The tip of the nose, the upper lip and the chin lie on a straight line. The eyes are located midway on the skull. The corner of the eye, the lowest point of the chin and the far edge of the ear form an isosceles right triangle. The distance between the eyes is equal to the width of an eye.

When drawing a portrait it's also important to remember that the human face is only approximately symmetric [Seckel, #85], such that attention must be paid equally to both sides of a portrait.

Perspective so dear to Dürer is endemic to our visual mechanism. When a drawing conflicts with the perspective expectations, human perception becomes confused. Perspective is thus a rich source of visual illusions. The Necker cube, i.e. a cube drawn in orthographic projection, lacks perspective clues, so that the eye has a difficulty choosing one possible interpretation at the expense of the other.

The same object placed "farther away" on a perspective drawing appears to grow in size [Mind's Eye, p. 91-92, Seckel, #87]. (In the applet below move scrollbars to modify the drawing attributes and drag the two shapes to locations of your choice. See when the effect is most pronounced.)


perspective illusion

The brain uses other clues to interpret the retinal image. Take for example shadows that are thrown by opaque bodies. The distance between a body and its shadow provides an indication of the height of the body's location. Thus, with the shadow away from a body, the body appears to bounce up [Seckel, #13]:


Balls and shadows illusion


Several write-ups on further relations of mathematics and visual arts could be found at the Math Forum site.

Who will wish to paint you, when no one wishes to see you?

Gotthold Ephraim Lessing
Laocoön, Everyman's Library, 1970, p. 10

Let's have a second look at the MAM enterprise and, in particular, this year's theme selection. As I mentioned above, the idea behind the MAM is "to increase the visibility of mathematics as a field of study and to communicate the power and intrigue in mathematics to a larger audience." Should not the field of study which is mathematics be first defined or at least outlined to have a chance of being visible? Not necessarily, and not always. One can get an idea by juxtaposition. Take for example past MAM themes. Not once there is a doubt of what mathematics is not.

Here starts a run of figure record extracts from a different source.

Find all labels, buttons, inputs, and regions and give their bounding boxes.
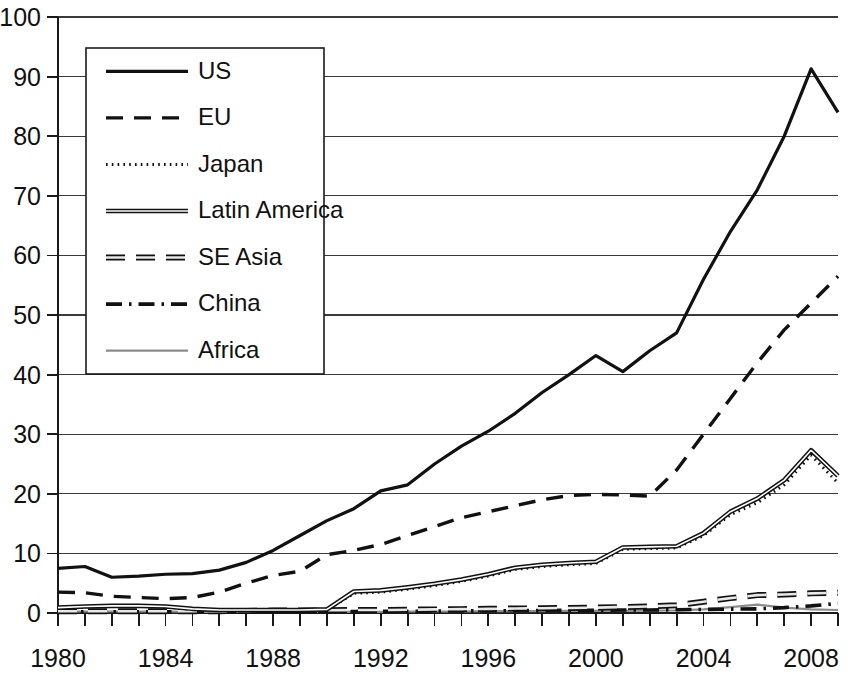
legend-label: Japan bbox=[198, 150, 263, 177]
legend-label: US bbox=[198, 57, 231, 84]
x-tick-label-1988: 1988 bbox=[245, 644, 301, 672]
legend-label: Latin America bbox=[198, 196, 344, 223]
y-tick-label-10: 10 bbox=[13, 539, 41, 567]
line-chart: 0102030405060708090100 19801984198819921… bbox=[0, 0, 852, 682]
series-latin-america bbox=[58, 450, 838, 610]
y-tick-label-60: 60 bbox=[13, 241, 41, 269]
x-tick-label-2004: 2004 bbox=[676, 644, 732, 672]
y-tick-label-40: 40 bbox=[13, 361, 41, 389]
x-tick-label-2008: 2008 bbox=[783, 644, 839, 672]
legend-label: China bbox=[198, 289, 261, 316]
chart-container: 0102030405060708090100 19801984198819921… bbox=[0, 0, 852, 682]
y-tick-label-70: 70 bbox=[13, 182, 41, 210]
y-tick-label-90: 90 bbox=[13, 63, 41, 91]
legend-label: EU bbox=[198, 103, 231, 130]
x-axis-ticks bbox=[58, 613, 838, 626]
x-tick-label-1992: 1992 bbox=[353, 644, 409, 672]
chart-legend: USEUJapanLatin AmericaSE AsiaChinaAfrica bbox=[86, 48, 344, 374]
legend-label: Africa bbox=[198, 336, 260, 363]
y-tick-label-20: 20 bbox=[13, 480, 41, 508]
x-axis-tick-labels: 19801984198819921996200020042008 bbox=[30, 644, 839, 672]
y-tick-label-30: 30 bbox=[13, 420, 41, 448]
x-tick-label-1996: 1996 bbox=[461, 644, 517, 672]
y-tick-label-80: 80 bbox=[13, 122, 41, 150]
x-tick-label-2000: 2000 bbox=[568, 644, 624, 672]
legend-label: SE Asia bbox=[198, 243, 283, 270]
x-tick-label-1980: 1980 bbox=[30, 644, 86, 672]
y-tick-label-100: 100 bbox=[0, 3, 41, 31]
series-line-layer-0 bbox=[58, 450, 838, 610]
series-line-layer-0 bbox=[58, 455, 838, 611]
y-tick-label-50: 50 bbox=[13, 301, 41, 329]
y-tick-label-0: 0 bbox=[27, 599, 41, 627]
series-line-layer-1 bbox=[58, 450, 838, 610]
y-axis-tick-labels: 0102030405060708090100 bbox=[0, 3, 41, 627]
x-tick-label-1984: 1984 bbox=[138, 644, 194, 672]
series-japan bbox=[58, 455, 838, 611]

Mathematics and Decision Making (1996). Democracy is a human invention. Vote counting and power indices are mathematics. He who loves number counting is bound to be a mathematician. Democracy is one thing. The impossibility to satisfy everyone's political preferences is a proven mathematical truth.

Mathematics and the Internet (1997). First engineers invented the ethernet, then the internet. Computer scientists then came up with the web and eventually a browser. Mathematicians made the internet secure with very very big prime numbers.

Mathematics and Imaging (1998). Well, getting an image is imaging. Multiresolution image compression is mathematics. Just think of the abstraction of an expanding hierarchy of vector spaces and their wavelet bases. Incomprehensible abstractions is what mathematicians are good at. But even very abstract mathematical ideas may have practical applications.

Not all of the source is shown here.